Prepare for contractual demands

Your larger clients will begin — or have already begun — inserting cybersecurity clauses into supplier contracts. Be ready to demonstrate compliance with recognised frameworks such as ISO 27001, or at minimum, show documented policies and procedures. Proactive preparation here is a competitive advantage, not just a compliance exercise.

Build an incident response capability

The 24-hour early warning requirement under NIS2 means you cannot afford to discover a breach on a Friday and address it on Monday. Even a lean incident response plan, rehearsed quarterly, puts you ahead of most SMBs in Europe.
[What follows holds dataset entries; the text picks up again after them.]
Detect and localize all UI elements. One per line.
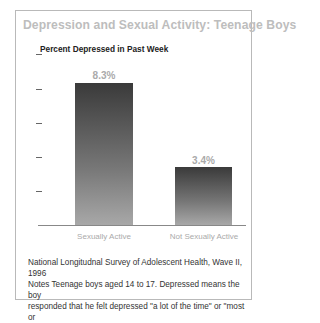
chart-title: Depression and Sexual Activity: Teenage …: [23, 17, 296, 32]
y-tick: [36, 191, 42, 192]
y-tick: [36, 157, 42, 158]
note-line: Notes Teenage boys aged 14 to 17. Depres…: [28, 279, 250, 301]
bar-value-label: 8.3%: [75, 70, 133, 81]
bar-sexually-active: [75, 83, 133, 225]
source-note: National Longitudnal Survey of Adolescen…: [28, 257, 250, 323]
bar-value-label: 3.4%: [175, 155, 232, 166]
y-axis-label: Percent Depressed in Past Week: [40, 44, 168, 54]
x-axis-baseline: [38, 225, 246, 226]
note-line: National Longitudnal Survey of Adolescen…: [28, 257, 250, 279]
category-label: Not Sexually Active: [165, 232, 243, 241]
note-line: responded that he felt depressed "a lot …: [28, 301, 250, 323]
category-label: Sexually Active: [65, 232, 143, 241]
bar-not-sexually-active: [175, 167, 232, 225]
y-tick: [36, 89, 42, 90]
y-tick: [36, 54, 42, 55]
y-tick: [36, 123, 42, 124]
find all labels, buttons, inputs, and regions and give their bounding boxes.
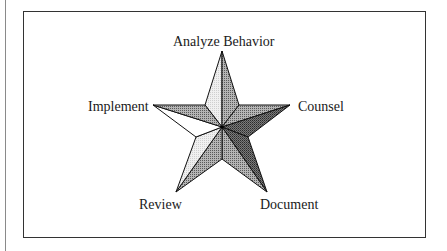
point-label-bottom-left: Review <box>139 198 182 212</box>
point-label-bottom-right: Document <box>260 198 318 212</box>
point-label-top: Analyze Behavior <box>173 35 274 49</box>
point-label-right: Counsel <box>298 100 344 114</box>
point-label-left: Implement <box>88 100 149 114</box>
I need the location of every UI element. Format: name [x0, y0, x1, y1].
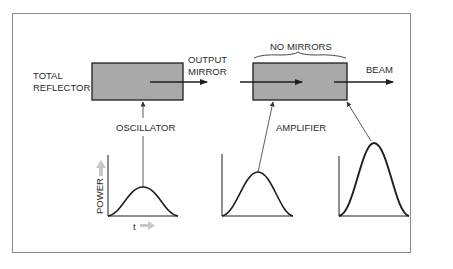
- no-mirrors-label: NO MIRRORS: [270, 41, 332, 52]
- pulse-graph-amplifier-input: [222, 154, 293, 216]
- power-up-arrow-icon: [96, 160, 106, 176]
- time-axis-label: t: [133, 221, 136, 232]
- pulse-graph-amplified-output: [339, 143, 409, 216]
- diagram-frame: [13, 14, 411, 253]
- amplifier-output-connector: [347, 102, 371, 141]
- amplifier-input-connector: [258, 102, 273, 172]
- beam-label: BEAM: [366, 64, 393, 75]
- output-mirror-label-2: MIRROR: [188, 66, 227, 77]
- no-mirrors-brace: [254, 52, 346, 58]
- total-reflector-label: TOTAL: [33, 70, 63, 81]
- output-mirror-label: OUTPUT: [188, 54, 227, 65]
- laser-oscillator-amplifier-diagram: TOTAL REFLECTOR OUTPUT MIRROR NO MIRRORS…: [0, 0, 453, 269]
- oscillator-label: OSCILLATOR: [116, 122, 175, 133]
- pulse-graph-oscillator: POWER t: [94, 155, 178, 232]
- total-reflector-label-2: REFLECTOR: [33, 82, 91, 93]
- power-axis-label: POWER: [94, 178, 105, 214]
- time-right-arrow-icon: [140, 221, 155, 230]
- amplifier-label: AMPLIFIER: [276, 122, 326, 133]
Know who to contact, what to report, and how to contain damage before it spreads to your clients.

Supply chain security is no longer optional

The Collins Aerospace case is a reminder that supply chain attacks are not theoretical scenarios discussed at cybersecurity conferences. They are operational realities that disrupt businesses, damage reputations, and now trigger regulatory consequences across Europe.

For Italian and European SMBs, the NIS2 directive has moved the goalposts permanently. Cybersecurity is no longer just an IT department concern — it is a board-level responsibility with personal liability attached. The companies that recognise this shift early and act on it will not only avoid penalties but will position themselves as trusted partners in an increasingly security-conscious European market.

The question is no longer whether your supply chain will be tested. It is whether you will be ready when it happens.